I got sick of dragging my laptop out to the workshop, so I dug up my old Pi v1, slapped the latest version of Raspian on it, added some heat-sinks, cranked it up to 1Ghz and mounted it behind my workshop LCD Screen. Works great for viewing project docs and schematics while building and repairing stuff.
blueskull, I like your mess. Lots of nice goodies on the bench. The wall mount for your laptop is particularly nifty.
Blueskull. Be careful with your macbook!
Also, I am surprised that you can run both monitors off of one cable..that does look good for decluttering, so this must be new, are they daisy chained using Thunderbolt or something?
Thanks for the clip info.
Finished my bench yesterday and it is already chaos. Busy testing a FE-5680A Rubidium Reference standard. Thanks for all the previous posts. Great inspiration.
Any suggestions on improvements are welcome. (ESD mat is on the way..)
Do not run that rubidium without a proper heatsink!
yes, that is a good suggestion. It is not getting too hot at the moment but I would not enclose it without a heat sink.
Keep the Bench Porn coming.
A monitor arm would free up some shelf space, and maybe add another shelf as you've already maxed out what you have.
Testing my new HVP70 isolated probe. Had to wire up a frequency dependent attenuator since the data packets are tiny compared to the mains voltage. It still kinda boggles the mind that it's possible to stream HDTV over the power lines.
Project Rainbow in its glory.
I like the box marked "fragile" tossed casually upon the pile.
It was placed there so it would be far enough in not to be knocked over by any of the furballs, though that probably wasn't necessary. It contains (4) 6021W subminiature tubes from the 'bay, and is what they shipped in. The seller packaged them very well, wrapping them in pairs in small bubble wrap, then putting the pairs in a small octal tube box, then putting that in the aforementioned box, immobilized therein with peanuts. I could probably throw them against the wall with all my might and they'd be fine.
-Pat
It contains (4) 6021W subminiature tubes from the 'bay, and is what they shipped in. The seller packaged them very well, wrapping them in pairs in small bubble wrap, then putting the pairs in a small octal tube box, then putting that in the aforementioned box, immobilized therein with peanuts. I could probably throw them against the wall with all my might and they'd be fine.
What are you doing with them? Portable audio amp?
Just a word of suggestion, that these may be microphonic if you carry them around.
I've made portable amps out of 6N16B, and they are very microphonic.
I'm thinking just a really tiny tube amp; something that would still be line powered and sit on a shelf.
-Pat
Testing my new HVP70 isolated probe. Had to wire up a frequency dependent attenuator since the data packets are tiny compared to the mains voltage. It still kinda boggles the mind that it's possible to stream HDTV over the power lines.
I have found one truth to be self evident in my hobby of studying history, anything is possible and that which is not yet seen as possible is merely not properly understood.
I had to work hard to find room for an electronics workbench in my workshop! As you can see, I decided to convert the work area shown in the first photo, then packed my gear around there. Today I have to find yet more room for a desoldering station :-) The rest of the workshop is full of machine tools so further expansion possibilities are 'limited'.
ChrisH
I had to work hard to find room for an electronics workbench in my workshop! As you can see, I decided to convert the work area shown in the first photo, then packed my gear around there. Today I have to find yet more room for a desoldering station :-) The rest of the workshop is full of machine tools so further expansion possibilities are 'limited'.
ChrisH
The fan on your bench is a solder fume extractor? With a on/off switch and potentiometer for the speed?
I want to build something similar for my bench that's why it caught my attention
Mmmmm... Vertical milling machine. Want!!
Nice setup you have there, but yes, you certainly don't seem to have much space to spare!
-Pat
The desoldering machine arrived today as promised and I managed to squeeze it into a corner of the bench :-) Anything else I buy then something will have to go - I may need to sacrifice the stereo music system under the bench top... LOL. It was my daughter's and she grew out of it - seems she has an iPhone permanently grafted to her head instead (and I didn't want to just throw it out).
My stereo microscope is very old, but was made by Zeiss and is optically superb. It came with a bunch of accessories like additional viewing ports (for camera and second eyepieces so someone can see what you're doing). Got it for nothing so can't complain :-)
Chris nice indeed, got a lot of similar tools, also Myford Lathe, just older, chinesium Mill, but my shop is split across different rooms/areas. Electronics lab in one, reloading and guns in another adjacent room. Lather in yet another one and mill in another area. Still need to move the mill to same place as the lathe and Mig/Tig area. The electronics area was only build earlier this year.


__What you have to do__.
Look for the word "arrow" in the entries and copy every line where it shows up.

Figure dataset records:
=== Begin Enclosure ===
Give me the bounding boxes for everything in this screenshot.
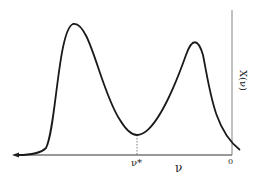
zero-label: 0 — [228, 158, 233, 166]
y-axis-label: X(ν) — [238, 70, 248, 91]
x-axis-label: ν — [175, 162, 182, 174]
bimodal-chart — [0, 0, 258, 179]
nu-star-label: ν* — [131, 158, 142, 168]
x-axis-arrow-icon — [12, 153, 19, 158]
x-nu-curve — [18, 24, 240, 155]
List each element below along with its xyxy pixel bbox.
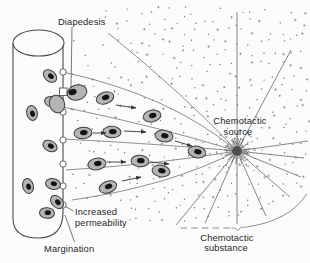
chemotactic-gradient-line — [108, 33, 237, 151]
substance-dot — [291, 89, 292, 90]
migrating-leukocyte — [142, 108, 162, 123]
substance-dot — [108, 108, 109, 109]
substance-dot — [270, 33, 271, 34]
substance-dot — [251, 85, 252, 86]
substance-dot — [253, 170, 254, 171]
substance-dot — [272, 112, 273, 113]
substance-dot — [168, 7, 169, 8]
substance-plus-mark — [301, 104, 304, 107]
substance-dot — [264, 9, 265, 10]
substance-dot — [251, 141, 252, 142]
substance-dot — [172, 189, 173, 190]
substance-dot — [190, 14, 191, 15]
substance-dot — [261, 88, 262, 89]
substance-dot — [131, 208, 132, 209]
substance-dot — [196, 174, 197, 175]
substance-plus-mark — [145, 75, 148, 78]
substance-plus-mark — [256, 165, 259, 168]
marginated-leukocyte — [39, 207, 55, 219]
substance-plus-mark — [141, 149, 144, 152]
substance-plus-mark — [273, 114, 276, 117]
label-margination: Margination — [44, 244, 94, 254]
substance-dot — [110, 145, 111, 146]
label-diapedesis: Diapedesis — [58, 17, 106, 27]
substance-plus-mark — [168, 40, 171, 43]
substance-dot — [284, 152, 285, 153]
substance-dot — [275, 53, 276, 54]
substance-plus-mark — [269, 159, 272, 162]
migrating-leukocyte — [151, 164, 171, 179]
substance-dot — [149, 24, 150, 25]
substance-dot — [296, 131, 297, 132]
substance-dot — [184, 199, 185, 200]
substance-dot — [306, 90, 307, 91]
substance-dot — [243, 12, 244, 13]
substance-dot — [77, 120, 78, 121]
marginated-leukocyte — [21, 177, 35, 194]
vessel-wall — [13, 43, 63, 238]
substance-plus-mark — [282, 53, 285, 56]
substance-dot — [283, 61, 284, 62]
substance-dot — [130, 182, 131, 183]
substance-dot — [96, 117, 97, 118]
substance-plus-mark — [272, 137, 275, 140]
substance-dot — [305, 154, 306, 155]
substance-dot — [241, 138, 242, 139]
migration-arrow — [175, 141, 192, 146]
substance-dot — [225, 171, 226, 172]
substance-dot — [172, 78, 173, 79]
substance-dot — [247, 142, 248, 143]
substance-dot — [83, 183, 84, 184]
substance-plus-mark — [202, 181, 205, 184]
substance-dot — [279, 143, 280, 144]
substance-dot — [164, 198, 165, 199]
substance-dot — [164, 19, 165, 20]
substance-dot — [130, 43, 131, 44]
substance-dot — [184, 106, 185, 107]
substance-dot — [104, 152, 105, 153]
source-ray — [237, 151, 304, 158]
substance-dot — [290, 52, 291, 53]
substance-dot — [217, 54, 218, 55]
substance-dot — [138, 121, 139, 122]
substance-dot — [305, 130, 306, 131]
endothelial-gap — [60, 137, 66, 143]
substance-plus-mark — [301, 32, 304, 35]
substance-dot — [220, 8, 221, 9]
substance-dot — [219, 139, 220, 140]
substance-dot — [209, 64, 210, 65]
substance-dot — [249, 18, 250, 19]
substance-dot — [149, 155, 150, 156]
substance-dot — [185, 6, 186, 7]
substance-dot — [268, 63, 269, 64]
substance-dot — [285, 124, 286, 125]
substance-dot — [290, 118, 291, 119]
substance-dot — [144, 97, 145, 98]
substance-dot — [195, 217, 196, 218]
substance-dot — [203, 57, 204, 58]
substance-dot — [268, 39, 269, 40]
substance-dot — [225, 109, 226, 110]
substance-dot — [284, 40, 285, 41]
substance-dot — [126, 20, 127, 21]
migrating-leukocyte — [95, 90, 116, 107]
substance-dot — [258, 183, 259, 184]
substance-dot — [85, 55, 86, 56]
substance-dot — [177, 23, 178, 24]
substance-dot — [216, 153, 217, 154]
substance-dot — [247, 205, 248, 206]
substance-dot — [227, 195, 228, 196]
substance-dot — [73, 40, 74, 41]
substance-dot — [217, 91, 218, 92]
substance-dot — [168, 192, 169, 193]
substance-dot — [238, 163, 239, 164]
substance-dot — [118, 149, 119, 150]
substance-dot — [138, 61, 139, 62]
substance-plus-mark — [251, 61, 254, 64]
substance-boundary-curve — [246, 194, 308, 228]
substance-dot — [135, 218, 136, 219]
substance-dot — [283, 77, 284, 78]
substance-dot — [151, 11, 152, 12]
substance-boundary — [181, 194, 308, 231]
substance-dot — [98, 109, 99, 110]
=== End Enclosure ===
=== Begin Enclosure ===
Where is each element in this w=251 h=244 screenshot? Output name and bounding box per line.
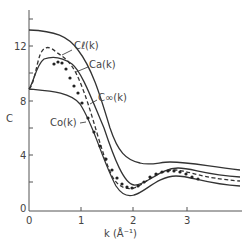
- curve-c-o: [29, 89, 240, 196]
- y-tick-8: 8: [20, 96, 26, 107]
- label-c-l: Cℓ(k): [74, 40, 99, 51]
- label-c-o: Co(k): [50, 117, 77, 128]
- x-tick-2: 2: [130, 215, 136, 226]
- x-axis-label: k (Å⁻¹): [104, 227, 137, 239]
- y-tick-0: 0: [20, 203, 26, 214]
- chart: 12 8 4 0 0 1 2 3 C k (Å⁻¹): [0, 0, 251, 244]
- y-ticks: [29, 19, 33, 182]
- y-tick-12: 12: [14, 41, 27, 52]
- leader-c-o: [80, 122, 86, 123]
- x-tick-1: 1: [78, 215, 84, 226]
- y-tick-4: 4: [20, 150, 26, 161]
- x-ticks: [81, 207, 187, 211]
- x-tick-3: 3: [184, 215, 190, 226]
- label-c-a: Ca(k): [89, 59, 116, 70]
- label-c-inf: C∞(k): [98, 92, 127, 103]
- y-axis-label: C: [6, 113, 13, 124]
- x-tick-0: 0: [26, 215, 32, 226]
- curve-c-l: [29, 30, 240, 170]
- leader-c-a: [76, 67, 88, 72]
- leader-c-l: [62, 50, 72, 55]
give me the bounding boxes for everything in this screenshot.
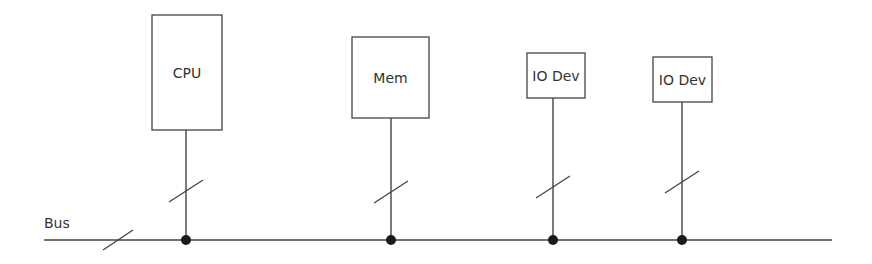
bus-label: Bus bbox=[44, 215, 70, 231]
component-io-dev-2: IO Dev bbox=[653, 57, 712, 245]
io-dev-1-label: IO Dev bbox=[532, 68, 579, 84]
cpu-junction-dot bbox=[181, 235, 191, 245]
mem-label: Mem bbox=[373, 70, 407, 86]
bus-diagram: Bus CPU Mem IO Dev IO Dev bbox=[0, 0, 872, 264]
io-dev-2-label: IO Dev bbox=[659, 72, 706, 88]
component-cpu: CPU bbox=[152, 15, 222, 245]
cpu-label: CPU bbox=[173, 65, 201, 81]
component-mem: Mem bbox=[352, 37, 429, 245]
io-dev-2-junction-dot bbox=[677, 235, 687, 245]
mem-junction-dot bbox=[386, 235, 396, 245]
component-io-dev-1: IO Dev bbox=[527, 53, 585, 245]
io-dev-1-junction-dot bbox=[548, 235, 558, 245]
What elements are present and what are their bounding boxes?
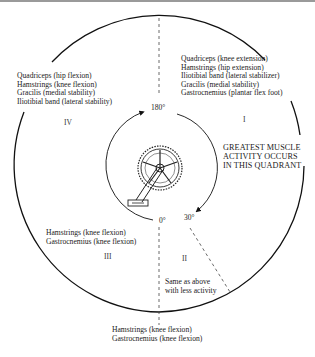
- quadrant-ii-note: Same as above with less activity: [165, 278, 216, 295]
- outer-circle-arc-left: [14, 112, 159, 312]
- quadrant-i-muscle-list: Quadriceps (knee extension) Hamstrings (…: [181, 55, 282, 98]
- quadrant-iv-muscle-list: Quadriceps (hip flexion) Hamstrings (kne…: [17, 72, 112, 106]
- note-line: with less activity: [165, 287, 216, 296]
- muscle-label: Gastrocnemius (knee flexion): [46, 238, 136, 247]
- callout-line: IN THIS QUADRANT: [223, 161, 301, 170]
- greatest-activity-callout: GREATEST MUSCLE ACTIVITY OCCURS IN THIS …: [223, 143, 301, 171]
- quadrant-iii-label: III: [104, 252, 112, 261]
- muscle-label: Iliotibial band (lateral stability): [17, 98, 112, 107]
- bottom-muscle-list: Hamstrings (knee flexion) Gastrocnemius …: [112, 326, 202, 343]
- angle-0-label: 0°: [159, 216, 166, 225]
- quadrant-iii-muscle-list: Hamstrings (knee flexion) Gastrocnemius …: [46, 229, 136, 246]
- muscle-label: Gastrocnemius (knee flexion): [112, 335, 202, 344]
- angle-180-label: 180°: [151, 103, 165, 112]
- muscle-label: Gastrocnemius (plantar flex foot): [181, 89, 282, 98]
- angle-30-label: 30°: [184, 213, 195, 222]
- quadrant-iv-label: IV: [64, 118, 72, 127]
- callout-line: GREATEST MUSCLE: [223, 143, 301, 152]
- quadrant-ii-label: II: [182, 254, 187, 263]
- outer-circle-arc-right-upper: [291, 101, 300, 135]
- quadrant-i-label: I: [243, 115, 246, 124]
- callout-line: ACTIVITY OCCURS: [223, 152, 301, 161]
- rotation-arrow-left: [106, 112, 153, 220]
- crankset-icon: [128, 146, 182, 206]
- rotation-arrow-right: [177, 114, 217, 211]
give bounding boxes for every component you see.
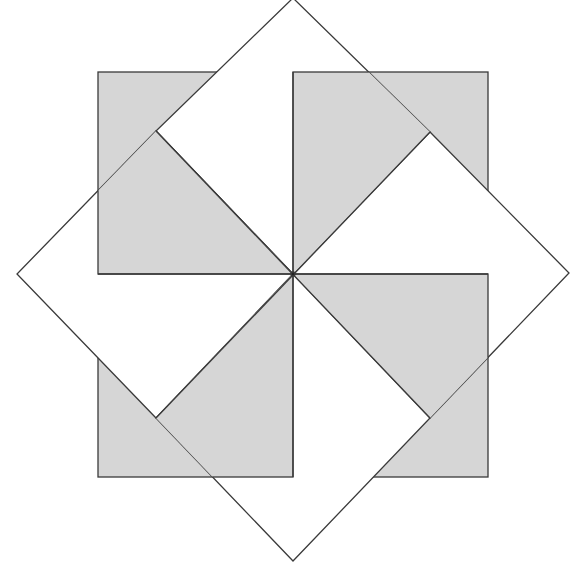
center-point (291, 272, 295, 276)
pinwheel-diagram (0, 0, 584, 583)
=== End Enclosure ===
__Answer__.
x-axis-arrow-icon — [12, 153, 19, 158]
migration-arrow — [175, 141, 192, 146]
- rotation-arrow-left: [106, 112, 153, 220]
- rotation-arrow-right: [177, 114, 217, 211]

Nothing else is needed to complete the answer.